On Scope – Nostalgia and Youth

On Scope – Nostalgia and Youth

orgive me for a “You kids get off my lawn” post, but I’m feeling that way today. I don’t want to go into the details of why – I’ve had people get pissed about things I reflect on and don’t feel like taking a lot of heat on this. But here we go.

For whatever reason, I’ve come to realize that many of the younger modelers have come into this hobby by a different path than I. While I wasn’t one of those tin-plate kids, I did start off with an HO layout I remember to this day my dad and I built. Control panels with Atlas slide switches. Two cabs (so amazing!). And even (as I’ve mentioned in the past) throwing a dice to determine where each car went. Just fun.

But I also remember flipping through those Model Railroaders while dad designed the next big layout, seeing pictures of a station operator (with a coat and tie) hooping up orders. I remember thinking it was so cool that the dispatcher would arrange for two trains to meet at a passing track in the dead of a rainy night, with brakemen with slickers tossing the points over and slowly waving their lanterns for their train to proceed. It was all part of railroading.

As I got older, I’d play Avalon Hill Game Company’s “B&O/C&O”, a dispatching game I’d play solo because none of the other kids had an interest (there was an earlier simulation by them, “Dispatcher”, which was out of print by the time I was interested but I got a copy in my later years).

I grew up with the image of railroads where brakemen were whistled up onto the roof walks. Of hobos playing banjos in the dark corners of rocking forty-foot boxcars. Of interlocking towers lining a route and setting the signals (in reverse order, mind you). And those new-fangled hump yards with retarders slowing the freight cars down. It was railroad movies like Southern Pacific’s “This is my Railroad”, company PR pieces with optimistic music while the narrator boasted of “a network of rails from coast to coast”.

It was even hobby shops with coffee urns heating on Saturday mornings, of meeting fellow modelers in the shop, of bull sessions and industry rumors while we blabbed away the hours.

But now I notice that the young under-forty crowd can’t relate to this at all. A bunch of us old hoggers were talking about the methods of whistle signals to communicate to crews, to send out flagmen or call for signals. The younger members of the club were simply not interested in this at all – it was an alien version of railroading. But what hit me was that they had nothing to counter it with. They didn’t know how actual railroads might communicate – oh, sure, radios, but what words and phrases are used. How were orders given? To them, it’s not so much they are simulating a time and place but are only running trains. Frankly, I don’t see any understanding or appreciation to true railroading. Oh, they might know the stats of a new diesel or the business move of a railroad conglomerate, but they don’t seem interested in actual railroading: how it’s done, how it can be simulated, and even how railroads truly work.

I mentioned to the club at large that I got a book on classic railroad stories, all of them written between 1900 and 1935, each of them capturing what it was like on railroads back then. Nobody reads no, of course, so there were no takers on my offer to loan it out. It seems that they’d rather speed-balance their engines, purchase the latest graffiti cars and talk about DCC. Is there any interest in actual railroading at all? Is there any interest in the world I knew back then?

I don’t think so. And from their point of view, creating a fictional 1962 Pennsylvania town with an interlocking tower and a train order station is just weird. It gets in the way or running trains.

Alas, I think this is what getting old is all about.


Your answer should consist of each line below that contains the string "followup".

[Source records]
____
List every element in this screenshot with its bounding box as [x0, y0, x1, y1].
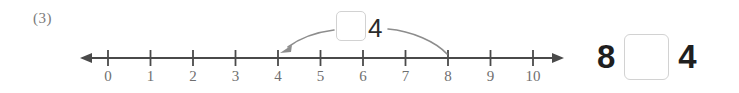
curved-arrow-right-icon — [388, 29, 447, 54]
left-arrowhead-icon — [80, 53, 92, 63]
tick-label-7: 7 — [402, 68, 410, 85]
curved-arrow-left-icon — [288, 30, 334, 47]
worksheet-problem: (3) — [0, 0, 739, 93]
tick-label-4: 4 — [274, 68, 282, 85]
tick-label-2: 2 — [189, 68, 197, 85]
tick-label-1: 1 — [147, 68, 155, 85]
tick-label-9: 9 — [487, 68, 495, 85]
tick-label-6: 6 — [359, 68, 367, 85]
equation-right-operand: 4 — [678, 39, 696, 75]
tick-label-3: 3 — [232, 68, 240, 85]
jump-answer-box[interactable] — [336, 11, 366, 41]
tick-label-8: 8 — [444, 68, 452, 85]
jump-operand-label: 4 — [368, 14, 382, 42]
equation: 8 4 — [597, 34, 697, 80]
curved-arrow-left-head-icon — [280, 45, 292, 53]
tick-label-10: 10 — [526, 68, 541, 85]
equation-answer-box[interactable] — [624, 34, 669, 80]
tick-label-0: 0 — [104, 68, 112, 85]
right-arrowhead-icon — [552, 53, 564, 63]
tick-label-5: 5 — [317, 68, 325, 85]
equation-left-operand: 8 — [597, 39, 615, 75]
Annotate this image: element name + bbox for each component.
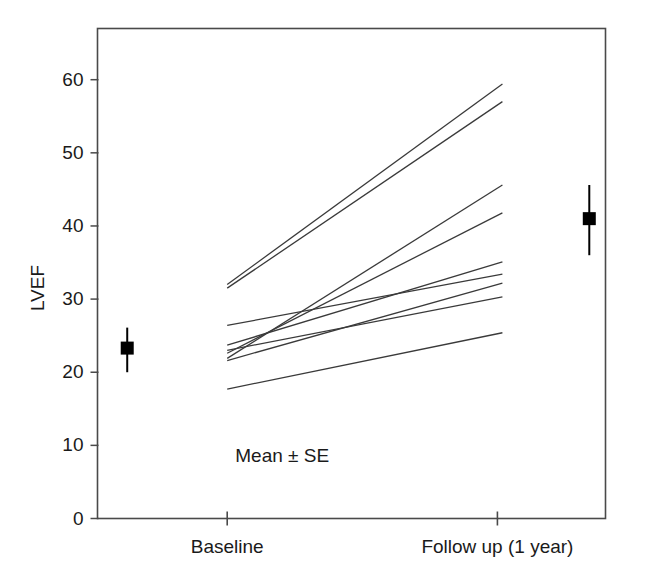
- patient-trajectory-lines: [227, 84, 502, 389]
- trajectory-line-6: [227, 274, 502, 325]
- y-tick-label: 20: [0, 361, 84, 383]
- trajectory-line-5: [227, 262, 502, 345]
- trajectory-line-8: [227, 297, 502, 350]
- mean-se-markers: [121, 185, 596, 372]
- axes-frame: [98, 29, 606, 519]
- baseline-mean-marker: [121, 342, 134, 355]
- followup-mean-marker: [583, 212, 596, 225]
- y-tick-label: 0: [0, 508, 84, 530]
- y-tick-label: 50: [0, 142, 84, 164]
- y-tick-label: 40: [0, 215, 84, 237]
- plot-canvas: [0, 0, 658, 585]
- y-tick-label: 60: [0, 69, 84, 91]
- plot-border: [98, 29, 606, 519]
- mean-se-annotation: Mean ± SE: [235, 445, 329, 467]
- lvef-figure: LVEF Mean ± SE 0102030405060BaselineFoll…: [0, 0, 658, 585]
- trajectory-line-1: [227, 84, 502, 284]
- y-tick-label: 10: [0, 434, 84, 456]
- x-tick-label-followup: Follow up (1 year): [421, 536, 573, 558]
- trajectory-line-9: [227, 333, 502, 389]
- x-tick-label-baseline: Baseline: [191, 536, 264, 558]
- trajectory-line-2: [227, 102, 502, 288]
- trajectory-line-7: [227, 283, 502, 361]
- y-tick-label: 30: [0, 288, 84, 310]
____
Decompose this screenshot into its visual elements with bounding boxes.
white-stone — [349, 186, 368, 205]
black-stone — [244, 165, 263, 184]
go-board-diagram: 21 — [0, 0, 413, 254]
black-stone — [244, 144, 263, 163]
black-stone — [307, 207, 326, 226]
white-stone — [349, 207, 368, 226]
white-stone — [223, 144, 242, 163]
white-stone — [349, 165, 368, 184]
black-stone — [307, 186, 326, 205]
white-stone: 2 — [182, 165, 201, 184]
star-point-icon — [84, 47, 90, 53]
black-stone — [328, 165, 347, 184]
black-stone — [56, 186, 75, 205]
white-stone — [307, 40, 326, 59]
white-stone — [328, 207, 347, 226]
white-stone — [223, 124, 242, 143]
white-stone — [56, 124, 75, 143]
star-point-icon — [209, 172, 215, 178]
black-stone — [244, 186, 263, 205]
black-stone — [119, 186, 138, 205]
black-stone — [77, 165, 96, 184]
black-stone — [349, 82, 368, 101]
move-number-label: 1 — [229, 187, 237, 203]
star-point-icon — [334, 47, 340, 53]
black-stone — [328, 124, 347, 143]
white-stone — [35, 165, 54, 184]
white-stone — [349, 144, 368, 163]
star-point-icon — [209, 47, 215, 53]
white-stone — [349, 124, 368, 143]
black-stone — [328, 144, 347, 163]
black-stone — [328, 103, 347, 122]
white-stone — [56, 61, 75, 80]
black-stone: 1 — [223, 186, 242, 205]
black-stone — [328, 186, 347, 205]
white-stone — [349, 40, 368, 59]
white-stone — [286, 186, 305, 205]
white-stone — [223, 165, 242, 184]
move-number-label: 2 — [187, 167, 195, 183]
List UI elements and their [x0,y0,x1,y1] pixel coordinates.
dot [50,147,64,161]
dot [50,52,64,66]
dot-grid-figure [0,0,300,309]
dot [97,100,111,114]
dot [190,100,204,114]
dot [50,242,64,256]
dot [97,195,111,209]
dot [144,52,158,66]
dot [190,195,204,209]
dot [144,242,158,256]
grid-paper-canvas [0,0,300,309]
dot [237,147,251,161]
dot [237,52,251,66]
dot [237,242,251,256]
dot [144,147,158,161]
____
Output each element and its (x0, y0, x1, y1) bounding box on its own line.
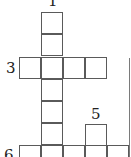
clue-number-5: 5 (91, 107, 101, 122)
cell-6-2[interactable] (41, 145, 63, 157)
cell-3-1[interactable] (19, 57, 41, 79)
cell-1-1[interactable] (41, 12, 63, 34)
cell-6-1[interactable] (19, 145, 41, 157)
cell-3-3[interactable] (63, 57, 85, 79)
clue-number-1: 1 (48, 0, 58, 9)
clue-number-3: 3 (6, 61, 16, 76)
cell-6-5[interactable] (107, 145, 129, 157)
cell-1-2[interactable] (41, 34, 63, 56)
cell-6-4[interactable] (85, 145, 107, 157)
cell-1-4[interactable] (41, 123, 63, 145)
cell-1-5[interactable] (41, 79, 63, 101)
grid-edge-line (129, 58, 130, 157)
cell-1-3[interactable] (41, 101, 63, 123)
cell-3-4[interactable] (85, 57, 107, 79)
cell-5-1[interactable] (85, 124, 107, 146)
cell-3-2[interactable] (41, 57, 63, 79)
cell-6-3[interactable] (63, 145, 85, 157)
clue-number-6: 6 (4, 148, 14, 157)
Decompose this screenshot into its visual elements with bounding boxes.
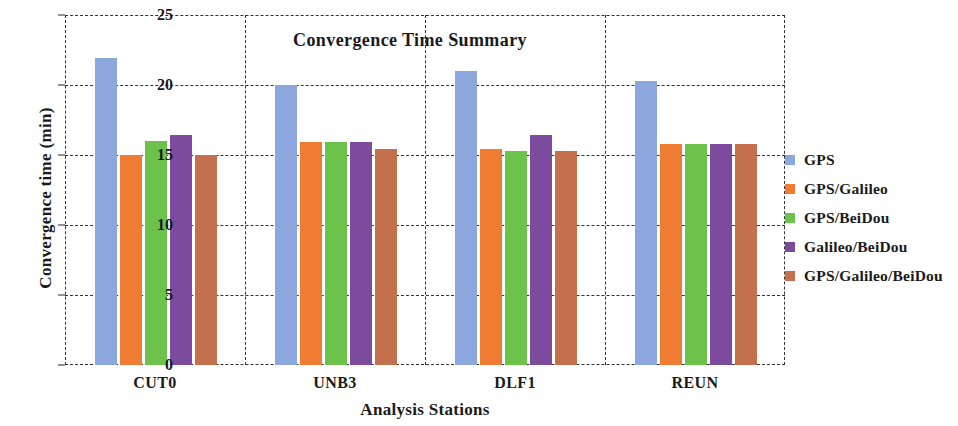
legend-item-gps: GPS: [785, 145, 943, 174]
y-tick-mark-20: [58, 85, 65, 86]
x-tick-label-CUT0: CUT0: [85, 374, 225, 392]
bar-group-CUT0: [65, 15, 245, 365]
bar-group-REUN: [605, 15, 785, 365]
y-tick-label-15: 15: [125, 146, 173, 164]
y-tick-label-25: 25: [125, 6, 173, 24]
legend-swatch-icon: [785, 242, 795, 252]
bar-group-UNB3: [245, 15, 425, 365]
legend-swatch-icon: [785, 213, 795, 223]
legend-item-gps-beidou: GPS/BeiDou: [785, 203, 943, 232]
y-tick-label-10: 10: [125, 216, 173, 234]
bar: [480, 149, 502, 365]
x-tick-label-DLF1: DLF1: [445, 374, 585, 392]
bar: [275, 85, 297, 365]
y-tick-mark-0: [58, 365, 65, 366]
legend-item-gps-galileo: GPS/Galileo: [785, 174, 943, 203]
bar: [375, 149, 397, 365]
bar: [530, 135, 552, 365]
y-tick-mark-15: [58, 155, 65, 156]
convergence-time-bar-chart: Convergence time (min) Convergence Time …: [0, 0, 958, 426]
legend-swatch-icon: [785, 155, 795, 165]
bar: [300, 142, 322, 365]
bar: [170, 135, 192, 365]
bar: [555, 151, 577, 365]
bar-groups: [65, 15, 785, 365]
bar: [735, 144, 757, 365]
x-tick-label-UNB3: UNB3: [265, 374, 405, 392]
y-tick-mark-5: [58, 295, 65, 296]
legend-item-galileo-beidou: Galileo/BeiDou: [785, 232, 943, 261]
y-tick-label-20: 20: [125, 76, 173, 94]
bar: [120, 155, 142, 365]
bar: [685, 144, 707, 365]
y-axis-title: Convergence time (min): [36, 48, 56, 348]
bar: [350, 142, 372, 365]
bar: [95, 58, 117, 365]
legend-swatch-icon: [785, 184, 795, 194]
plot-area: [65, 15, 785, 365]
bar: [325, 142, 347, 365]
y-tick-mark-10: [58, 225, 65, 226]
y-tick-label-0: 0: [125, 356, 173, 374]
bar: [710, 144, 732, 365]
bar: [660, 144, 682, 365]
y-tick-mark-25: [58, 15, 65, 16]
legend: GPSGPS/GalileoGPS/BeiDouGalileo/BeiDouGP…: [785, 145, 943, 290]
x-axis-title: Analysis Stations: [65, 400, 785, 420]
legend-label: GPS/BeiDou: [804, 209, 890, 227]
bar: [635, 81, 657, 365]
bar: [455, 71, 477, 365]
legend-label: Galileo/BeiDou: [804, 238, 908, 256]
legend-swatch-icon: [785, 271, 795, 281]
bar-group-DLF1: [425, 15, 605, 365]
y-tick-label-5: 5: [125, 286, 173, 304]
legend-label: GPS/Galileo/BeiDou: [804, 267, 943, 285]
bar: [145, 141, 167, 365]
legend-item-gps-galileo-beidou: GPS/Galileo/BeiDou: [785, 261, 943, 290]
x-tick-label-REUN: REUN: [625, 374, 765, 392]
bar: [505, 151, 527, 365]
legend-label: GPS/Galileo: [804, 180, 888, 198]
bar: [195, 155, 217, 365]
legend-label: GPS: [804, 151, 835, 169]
____
- [Answer to the problem]:
- followup-mean-marker: [583, 212, 596, 225]
- x-tick-label-followup: Follow up (1 year): [421, 536, 573, 558]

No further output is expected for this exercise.